Dedicated Server Cons

  • Rigid specs
  • Always paying for maximum power
  • Limited physical disk space
  • Physical scaling limit (vertically)
  • Hardware failures
  • Non-resilient
  • Configuration and Management

The cost of going the cloud route is difficult to figure out. Each platform has different pricing terms and different factors that weigh into the cost. Most of them have a free tier now as well that would be enough to host a website but not a lot more.

A dedicated server in a data center somewhere is easier, the cost per month for a decent box (Quad core Xenon, 4GB RAM, 500GB disk, Linux OS) will be around $160/month. In comparison, a far weaker small cloud instance with (1.6Ghz CPU, 1.75GB RAM, 100GB storage) would be around $70/month or less than half that of the dedicated.

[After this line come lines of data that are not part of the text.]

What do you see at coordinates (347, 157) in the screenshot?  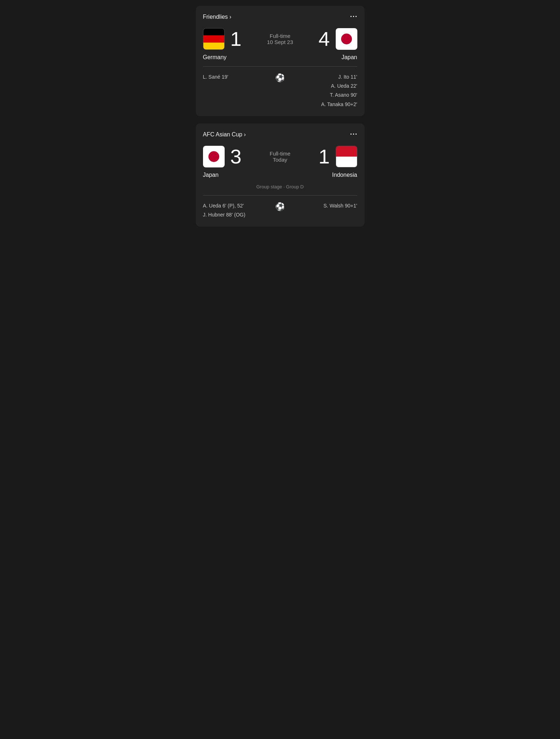 I see `indonesia-flag` at bounding box center [347, 157].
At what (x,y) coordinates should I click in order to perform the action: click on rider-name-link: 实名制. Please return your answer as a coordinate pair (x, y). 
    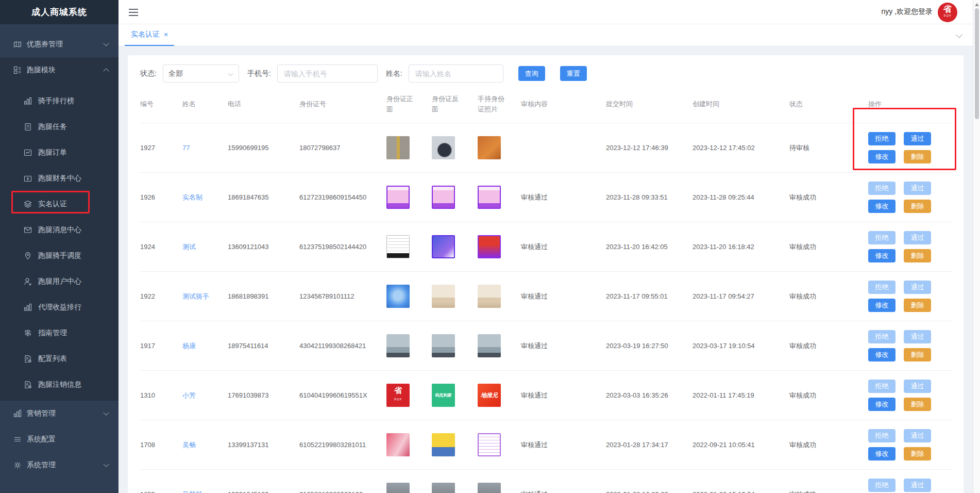
    Looking at the image, I should click on (193, 197).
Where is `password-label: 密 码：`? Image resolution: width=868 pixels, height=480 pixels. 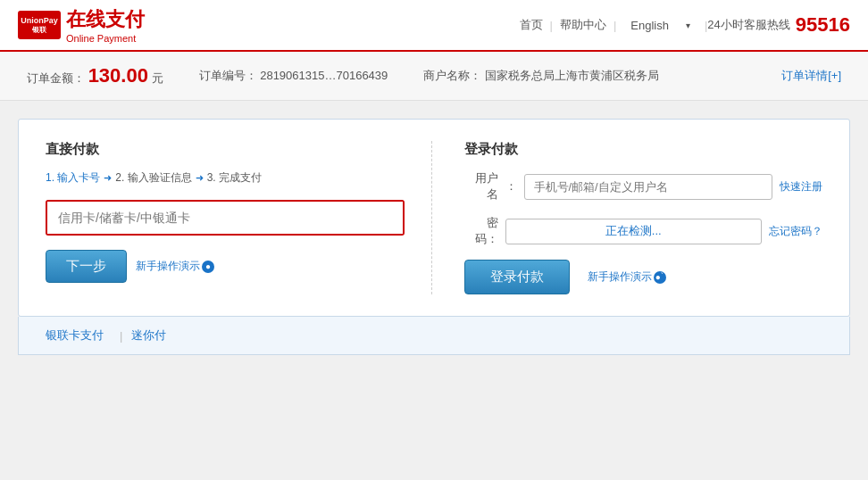 password-label: 密 码： is located at coordinates (481, 231).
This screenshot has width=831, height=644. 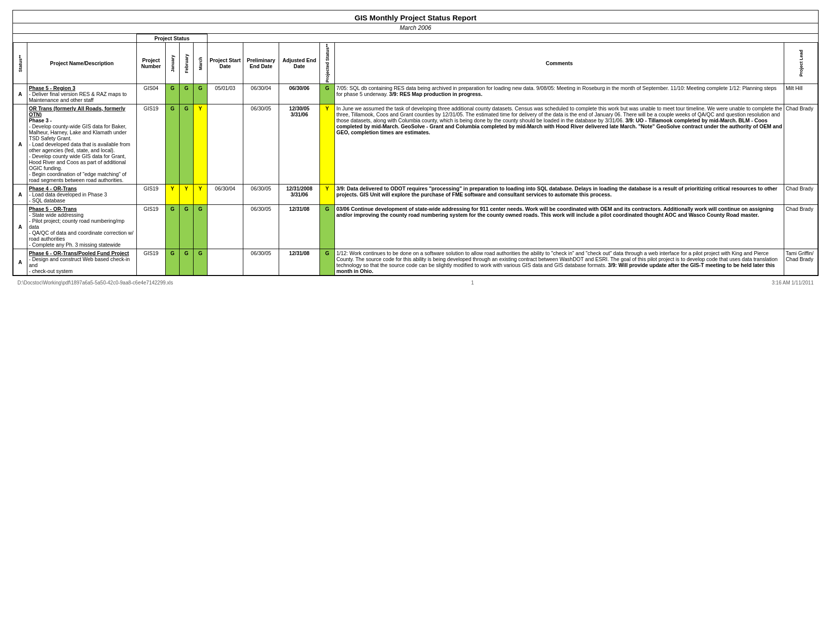 I want to click on row-project-name: Phase 4 - OR-Trans- Load data developed …, so click(x=82, y=195).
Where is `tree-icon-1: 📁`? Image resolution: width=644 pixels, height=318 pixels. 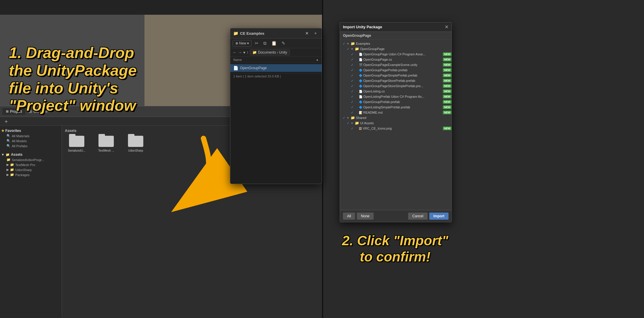
tree-icon-1: 📁 is located at coordinates (357, 49).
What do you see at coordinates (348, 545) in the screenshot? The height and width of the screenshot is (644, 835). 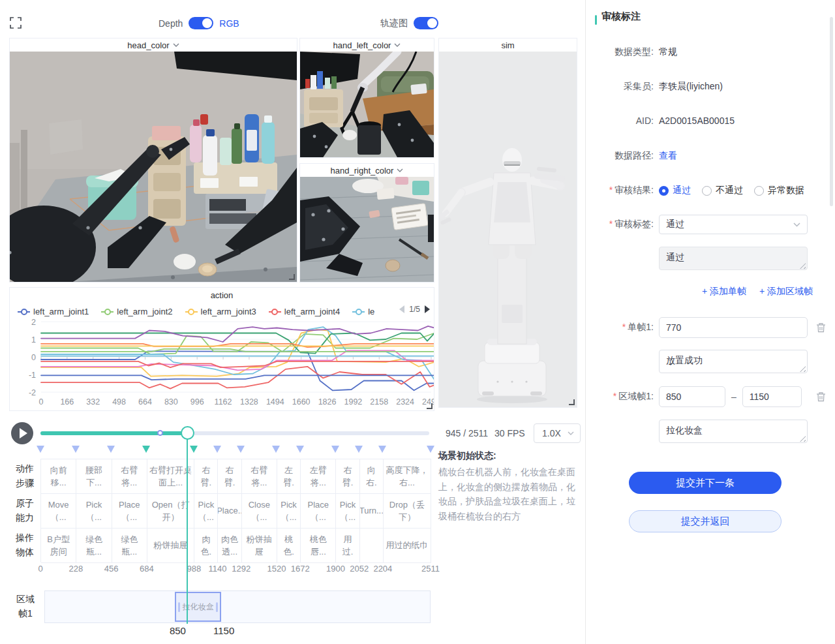 I see `timeline-cell: 用过.` at bounding box center [348, 545].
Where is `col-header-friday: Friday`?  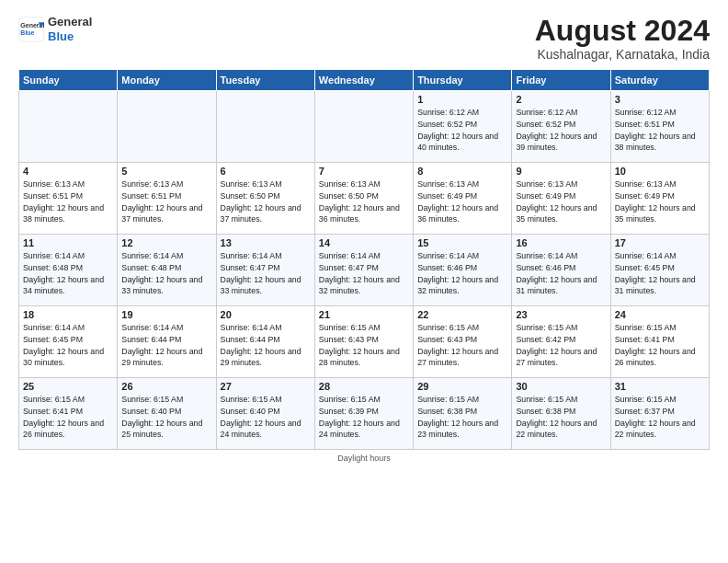
col-header-friday: Friday is located at coordinates (561, 81).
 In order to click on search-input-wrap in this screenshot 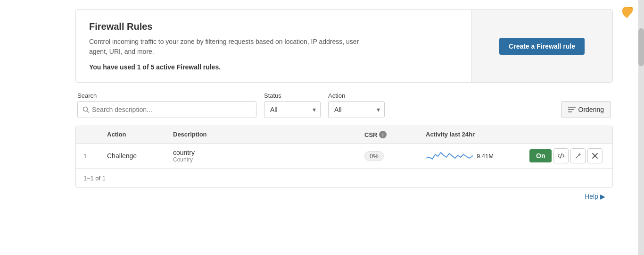, I will do `click(167, 110)`.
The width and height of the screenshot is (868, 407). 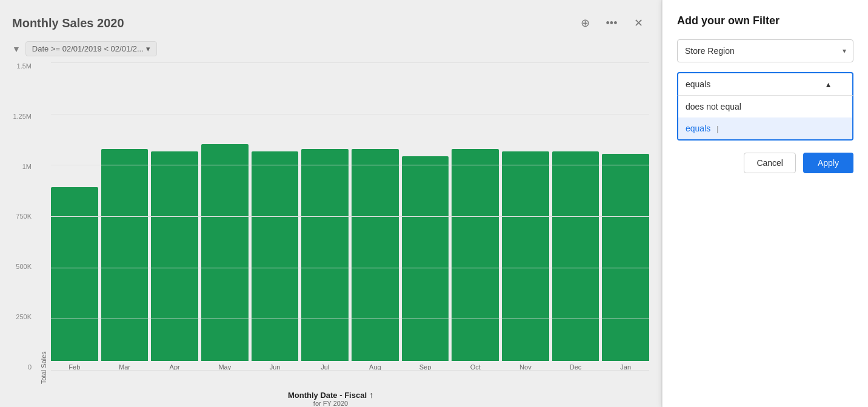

The important distinction is that you may not need all of the power that the dedicated option provides and could be saving $90/month until your application grows its user base.

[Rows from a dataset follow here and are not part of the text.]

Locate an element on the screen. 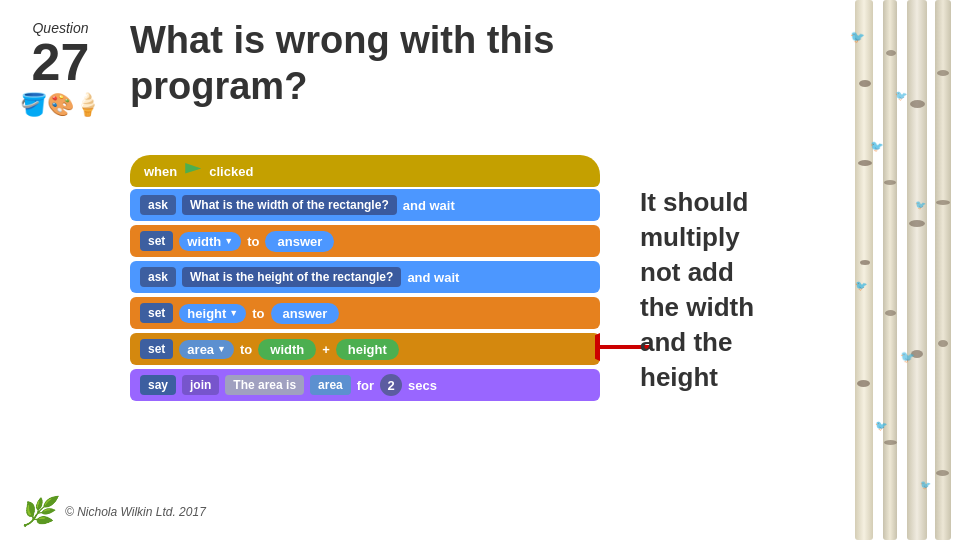 The height and width of the screenshot is (540, 960). set-label-2: set is located at coordinates (156, 313).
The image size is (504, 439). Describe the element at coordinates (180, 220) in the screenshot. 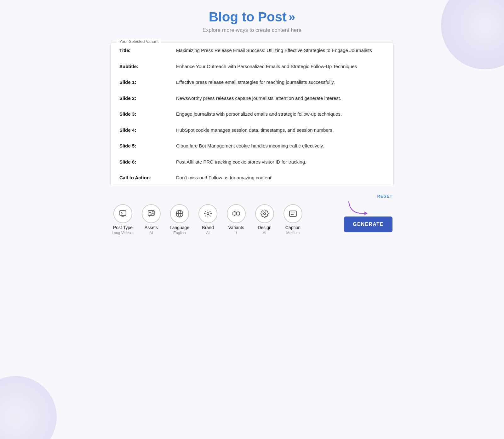

I see `tool-item-language: LanguageEnglish` at that location.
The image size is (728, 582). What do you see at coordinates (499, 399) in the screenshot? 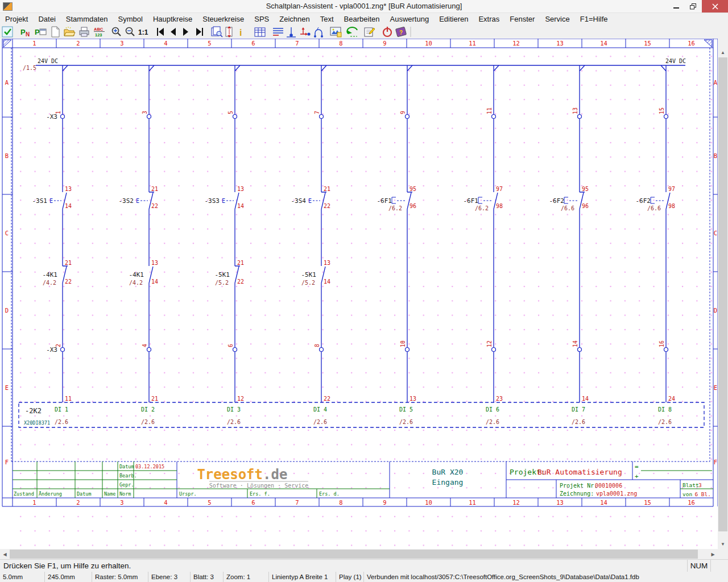
I see `svg-text: 23` at bounding box center [499, 399].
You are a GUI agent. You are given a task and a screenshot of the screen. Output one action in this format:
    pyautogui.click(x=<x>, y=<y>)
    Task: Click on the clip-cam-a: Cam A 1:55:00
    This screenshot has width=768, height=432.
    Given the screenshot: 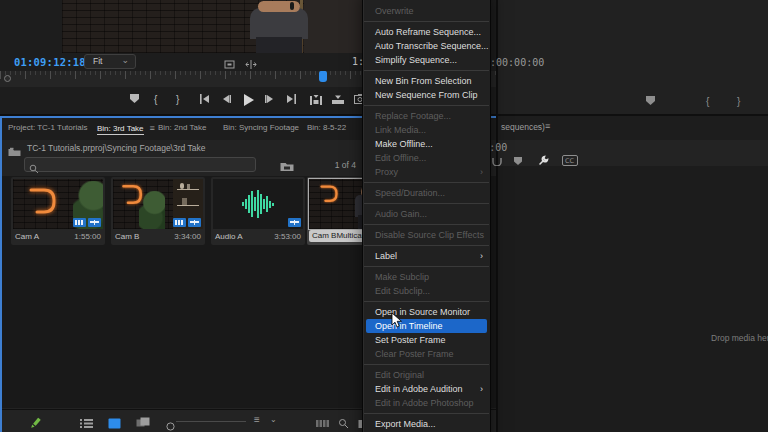 What is the action you would take?
    pyautogui.click(x=58, y=211)
    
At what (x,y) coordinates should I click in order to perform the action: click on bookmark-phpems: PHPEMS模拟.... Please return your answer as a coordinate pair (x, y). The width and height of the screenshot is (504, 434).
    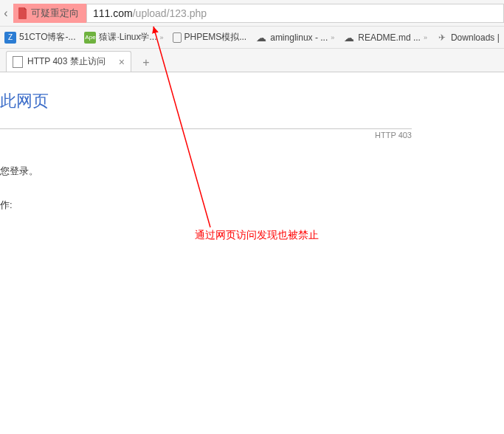
    Looking at the image, I should click on (210, 37).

To scale out a dedicated server horizontally, you’ll need to add a minimum of 1 additional server, usually a dedicated database server. To go beyond that you’ll need to add more web servers and throw a load balancer into the mix. You also need a way to manage the configuration, application, and data on each of the physical servers. This all takes time and it gets complicated quickly.

To scale out a cloud computing instance, you spin up additional machine instances and provision them with your application. This takes basically no time. You still create dedicated SQL server instances and you still create multiple web app instances but the cloud platform gives you the tools to manage your data across all of them easily. They also provide load balancing or traffic management services to spread requests across healthy instances.

Like I said earlier, in either case your software needs to be written so that it can be scaled horizontally. If it’s not, the cloud can’t help you. Where the cloud can help you in all phases however is in its resiliency and redundancy. There is no single point of hardware failure in cloud computing. The odds are in your favor that there will not be a catastrophic data loss in your storage, though it has happened. That risk is much higher on a single dedicated server.

With a dedicated server, you have the option to move into the cloud once it’s time to scale out, you haven’t backed yourself into a corner. Writing complex software that can scale is very challenging and time consuming and that is the main deciding factor that keeps me launching products on dedicated machines. They give you plenty of room to grow into, plus the freedom to do anything you please with the software and hardware while you’re sorting out your product. If you need to scale, great, the server should hold you over while you make the transition to the cloud.

I started out writing this post under the assumption that I still don’t have a good reason to move to cloud hosts, but cloud platforms are evolving so quickly that it’s becoming more difficult to argue against them. There is definitely a learning curve to managing and deploying in the cloud but that is no excuse to ignore the right option for a task. If your application is simple enough where concurrency and threading are not major hurdles, or if you’ve got the time to engineer your software to scale right out of the gate, launching on a cloud platform might just be your best option today. If you’ve had similar experiences or are evaluating this decision, I’d be interested to know what factors came into play, which route you chose, and why.